Ice Chemistry Modeling of Active Phase Comets: Hale-Bopp
Eric R. Willis, Drew A. Christianson, Robin T. Garrod

TL;DR
This study models the chemical evolution of comet Hale-Bopp through its orbit, revealing complex organic molecule formation during cold storage and surface processing, with implications for understanding cometary composition.
Contribution
It introduces an advanced chemical kinetics model incorporating depth-dependent temperature, back-diffusion, and recent reaction rate improvements for cometary ice evolution.
Findings
Complex organics form in the upper 10 m during cold storage.
Solar approach causes loss of surface molecules and exposes processed deeper layers.
Most observed complex molecules are inherited, not formed during the comet's orbit.
Abstract
We present a chemical kinetics model of the solid-phase chemical evolution of a comet, beginning with a long period of cold-storage in the Oort Cloud, followed by five orbits that bring the comet close to the Sun. The chemical model is based on an earlier treatment that considered only the cold-storage phase, and which was based on the interstellar ice chemical kinetics model MAGICKAL. The comet is treated as 25 chemically distinct layers. Updates to the previous model includes: (i) Time- and depth-dependent temperature profiles according to heliocentric distance; (ii) a rigorous treatment of back-diffusion for species capable of diffusing through the bulk-ice layers; (iii) adoption of recent improvements in the kinetic treatment of nondiffusive chemical reaction rates. Starting from an initially simple ice composition, interstellar UV photons drive a rapid chemistry in the upper micron…
Peer Reviews
No public reviews on file for this paper yet. If you reviewed it on a platform where reviews are public (OpenReview, ICLR, NeurIPS, ICML), you can paste yours below so the community can read it here.
Videos
No videos yet. Explain this paper in a talk, walkthrough, or lecture? Add one.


§ **The task**: For each line below that includes the string "graph", show the whole line.

[Items from a figure collection]

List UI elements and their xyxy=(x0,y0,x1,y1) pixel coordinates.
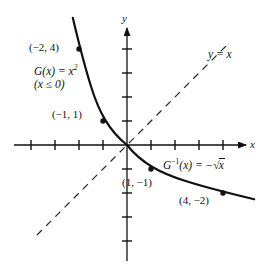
label-point-1-neg1: (1, −1) xyxy=(122,176,152,189)
point-neg1-1 xyxy=(100,118,105,123)
label-function-inverse: G−1(x) = −√x xyxy=(163,158,225,172)
x-axis-label: x xyxy=(250,138,255,151)
figure-container: (−2, 4) G(x) = x2 (x ≤ 0) (−1, 1) (1, −1… xyxy=(0,0,264,277)
label-function-main-exponent: 2 xyxy=(74,63,78,72)
label-function-main: G(x) = x2 xyxy=(34,64,77,78)
curve-g-of-x xyxy=(73,18,127,145)
label-function-inverse-radicand: x xyxy=(219,158,225,171)
point-1-neg1 xyxy=(148,166,153,171)
label-function-inverse-body: (x) = − xyxy=(179,159,213,171)
label-identity-line: y = x xyxy=(208,48,232,61)
point-neg2-4 xyxy=(76,46,81,51)
label-point-4-neg2: (4, −2) xyxy=(179,194,209,207)
label-point-neg2-4: (−2, 4) xyxy=(29,41,59,54)
label-point-neg1-1: (−1, 1) xyxy=(52,108,82,121)
point-4-neg2 xyxy=(220,190,225,195)
curve-g-inverse-of-x xyxy=(127,145,254,199)
y-axis-label: y xyxy=(122,12,127,25)
label-function-domain: (x ≤ 0) xyxy=(34,78,65,91)
label-function-main-text: G(x) = x xyxy=(34,65,74,77)
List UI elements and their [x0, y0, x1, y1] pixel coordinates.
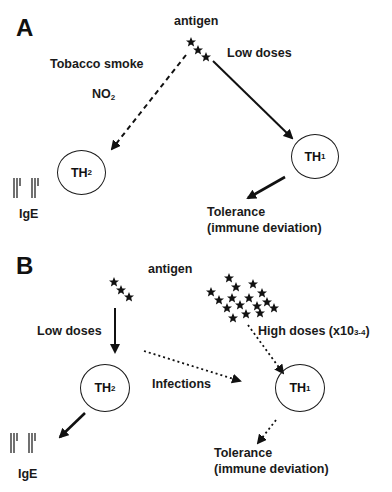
panel-b-ige-antibody-icon [11, 433, 35, 453]
panel-a-tobacco-smoke-label: Tobacco smoke [50, 57, 144, 71]
panel-a-ige-label: IgE [19, 207, 38, 221]
panel-a-th1-node: TH1 [291, 134, 339, 179]
panel-a-antigen-label: antigen [174, 14, 218, 28]
panel-b-dotted-arrow-tolerance [258, 420, 276, 443]
panel-b-antigen-label: antigen [148, 262, 192, 276]
panel-b-high-doses-label: High doses (x103-4) [258, 324, 370, 338]
panel-a-arrow-to-tolerance [248, 177, 285, 198]
panel-b-high-dose-stars [206, 273, 279, 322]
panel-a-no2-label: NO2 [92, 87, 115, 102]
panel-b-low-dose-stars [109, 277, 134, 301]
panel-b-low-doses-label: Low doses [37, 324, 102, 338]
panel-a-label: A [16, 14, 33, 42]
panel-b-immune-deviation-label: (immune deviation) [214, 462, 329, 476]
panel-a-th2-node: TH2 [57, 150, 106, 195]
panel-b-th1-node: TH1 [275, 364, 325, 412]
panel-a-tolerance-label: Tolerance [207, 205, 265, 219]
panel-a-antigen-stars [186, 37, 211, 61]
panel-b-ige-label: IgE [18, 467, 37, 481]
diagram-arrows [0, 0, 392, 492]
panel-a-ige-antibody-icon [14, 178, 38, 198]
panel-b-infections-label: Infections [152, 377, 211, 391]
panel-a-solid-arrow-to-th1 [213, 61, 292, 138]
panel-b-arrow-to-ige [60, 413, 85, 437]
panel-a-low-doses-label: Low doses [227, 46, 292, 60]
panel-b-label: B [16, 252, 33, 280]
panel-b-th2-node: TH2 [80, 364, 130, 412]
panel-b-tolerance-label: Tolerance [214, 446, 272, 460]
panel-a-immune-deviation-label: (immune deviation) [207, 221, 322, 235]
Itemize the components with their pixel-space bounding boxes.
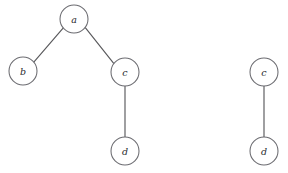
graph-diagram-canvas: a b c d xyxy=(0,0,288,173)
left-component-group: a b c d xyxy=(9,5,139,165)
node-b-label: b xyxy=(20,66,26,77)
right-component-group: c d xyxy=(250,58,278,165)
node-d2-label: d xyxy=(261,146,267,157)
left-component-nodes: a b c d xyxy=(9,5,139,165)
node-c2-label: c xyxy=(261,67,267,78)
node-d2[interactable]: d xyxy=(250,137,278,165)
node-d[interactable]: d xyxy=(111,137,139,165)
graph-svg: a b c d xyxy=(0,0,288,173)
node-b[interactable]: b xyxy=(9,57,37,85)
node-c2[interactable]: c xyxy=(250,58,278,86)
edge-a-b xyxy=(34,28,64,62)
node-c[interactable]: c xyxy=(111,58,139,86)
node-a-label: a xyxy=(71,14,77,25)
node-d-label: d xyxy=(122,146,128,157)
node-a[interactable]: a xyxy=(60,5,88,33)
edge-a-c xyxy=(85,28,113,64)
left-component-edges xyxy=(34,28,125,137)
node-c-label: c xyxy=(122,67,128,78)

§ **Task answer**:
graph-diagram-canvas: a b c d xyxy=(0,0,288,173)
graph-svg: a b c d xyxy=(0,0,288,173)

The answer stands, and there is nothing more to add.